FAP holds Visayas Guild Summit

The Film Academy of the Philippines recently convened the inaugural Visayas Guild Summit at Nature’s Village Resort in Talisay City, Negros Occidental. Bringing together 37 industry delegates, film community leaders, and established and emerging creators, the summit marked the beginning of a regional mobilization aimed at formalizing grassroots film organizations into structured professional institutions. The
The Film Academy of the Philippines recently convened the inaugural Visayas Guild Summit at Nature’s Village Resort in Talisay City, Negros Occidental.
Bringing together 37 industry delegates, film community leaders, and established and emerging creators, the summit marked the beginning of a regional mobilization aimed at formalizing grassroots film organizations into structured professional institutions.
The underlying impetus for the event is a stark legal and economic reality. According to FAP Director General Paolo Villaluna, roughly 80% of the film and audiovisual workforce in the Philippines operates without traditional employer-employee relationships.
Without a unified professional framework, instability has long been treated as an acceptable norm. The regional workforce remains highly susceptible to contractual inconsistencies, gaps in standard registries, and volatile project-to-project employment cycles. When standards do not exist, professional protections become subjective.
To break this cycle of precarity, the FAP’s Film Worker Development Division, led by Mackie Galvez, presented a comprehensive development blueprint at the summit. This strategic road map is designed to transition informal creative clusters into legally recognized entities through a clear three-tiered process: organization, institutionalization, and integration.
First, organizations must identify a committed core leadership group, define a specific sector mandate, and foster communal alignment around shared regional concerns. Next, they must establish formal bylaws, build stable membership systems, and complete legal compliance requirements, such as Securities and Exchange Commission registration, Bureau of Internal Revenue documentation, local permits, and dedicated financial accounts. Finally, they must connect newly formed organizations directly to national policy discussions, state-backed programs, and structural interguild collaborations.
Formalizing regional associations serves as the primary means for local filmmakers to access major national resources. Under its revised operational framework, the FAP highlighted Guild Initiative Grants for project-specific development and Guild Operational Support Subsidies to alleviate administrative overhead.
The summit dedicated substantial attention to immediate welfare protections. The FAP also hosted a Sine-Sandigan legal consultation. Sine-Sandigan serves as a centralized institutional platform designed to combat contract violations, nonpayment issues, and safety breaches on set. It provides an active legal framework for reporting grievances and enforcing the provisions of the Eddie Garcia Law, or Republic Act No. 11996, along with national labor mandates.
The FAP is also launching a systemic overhaul of how the country’s audiovisual workforce is documented. Historically, regional specialists have remained visually and institutionally invisible in government policy planning because of a lack of empirical workforce data.
To address this gap, the FAP is rolling out a centralized national membership data pipeline. This system provides independent practitioners with a verifiable, official Academy Member ID and an accessible Public Professional Profile. By creating an authoritative source of information on active industry workers, this infrastructure streamlines employment verification, connects regional talent to broader production networks, and guarantees access to foundational security initiatives.
The FAP will hold the Mindanao Summit in September and the National Summit in November.
No currency values or photo credits appeared in the draft.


→ **What needs to be done**
Find how many lines in the material below contain the word "Price" and give only that number.

→ **Source material**
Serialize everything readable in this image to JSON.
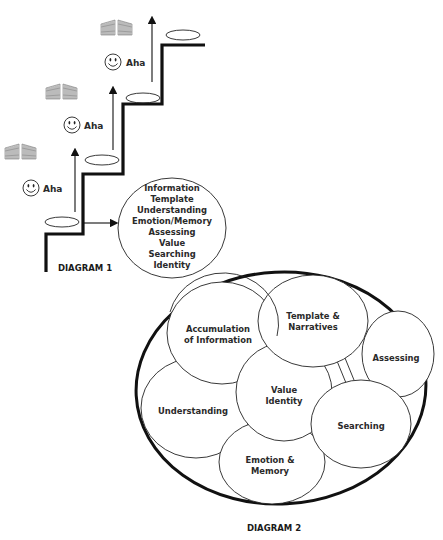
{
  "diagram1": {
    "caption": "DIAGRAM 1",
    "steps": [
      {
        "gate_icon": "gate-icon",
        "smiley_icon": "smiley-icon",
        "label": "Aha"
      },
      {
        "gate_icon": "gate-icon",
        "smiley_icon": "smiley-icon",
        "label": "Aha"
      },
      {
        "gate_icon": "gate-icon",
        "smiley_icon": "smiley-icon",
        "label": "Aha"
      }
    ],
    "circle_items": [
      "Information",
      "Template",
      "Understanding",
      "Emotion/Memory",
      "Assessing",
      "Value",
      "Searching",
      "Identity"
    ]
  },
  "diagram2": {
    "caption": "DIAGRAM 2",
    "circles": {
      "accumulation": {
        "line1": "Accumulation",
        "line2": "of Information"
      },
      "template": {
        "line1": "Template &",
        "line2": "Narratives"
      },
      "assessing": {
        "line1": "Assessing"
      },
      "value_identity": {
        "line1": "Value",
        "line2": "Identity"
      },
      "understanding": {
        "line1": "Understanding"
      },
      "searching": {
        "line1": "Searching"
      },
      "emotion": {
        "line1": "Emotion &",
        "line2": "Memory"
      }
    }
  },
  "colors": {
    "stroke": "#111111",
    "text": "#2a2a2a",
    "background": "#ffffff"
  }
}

==

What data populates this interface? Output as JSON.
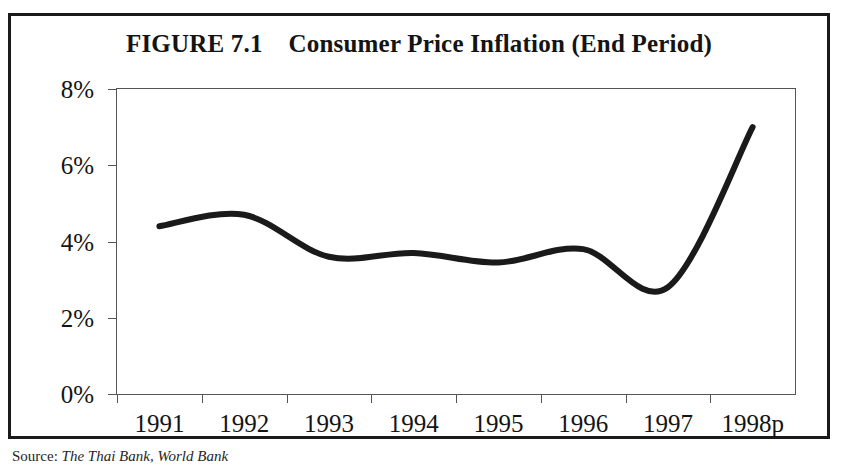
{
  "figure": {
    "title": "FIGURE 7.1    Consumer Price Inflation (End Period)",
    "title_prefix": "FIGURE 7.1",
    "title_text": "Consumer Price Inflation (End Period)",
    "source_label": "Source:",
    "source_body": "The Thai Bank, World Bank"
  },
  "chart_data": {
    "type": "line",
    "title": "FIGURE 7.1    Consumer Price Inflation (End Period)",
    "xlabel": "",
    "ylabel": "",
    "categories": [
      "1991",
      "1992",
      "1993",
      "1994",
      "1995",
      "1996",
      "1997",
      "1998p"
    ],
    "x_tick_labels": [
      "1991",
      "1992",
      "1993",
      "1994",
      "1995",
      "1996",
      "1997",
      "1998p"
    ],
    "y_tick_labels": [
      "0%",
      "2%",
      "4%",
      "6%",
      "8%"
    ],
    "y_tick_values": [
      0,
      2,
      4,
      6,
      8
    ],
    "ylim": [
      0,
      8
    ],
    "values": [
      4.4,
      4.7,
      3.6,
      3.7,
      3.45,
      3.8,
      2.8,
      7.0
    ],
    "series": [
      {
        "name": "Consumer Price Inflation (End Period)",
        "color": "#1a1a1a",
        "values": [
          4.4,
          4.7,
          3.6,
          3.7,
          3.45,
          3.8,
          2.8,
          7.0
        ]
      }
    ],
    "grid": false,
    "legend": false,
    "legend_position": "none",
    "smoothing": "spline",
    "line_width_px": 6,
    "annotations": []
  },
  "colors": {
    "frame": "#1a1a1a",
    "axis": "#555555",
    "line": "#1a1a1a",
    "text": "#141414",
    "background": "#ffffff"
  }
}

→ **Task response**
4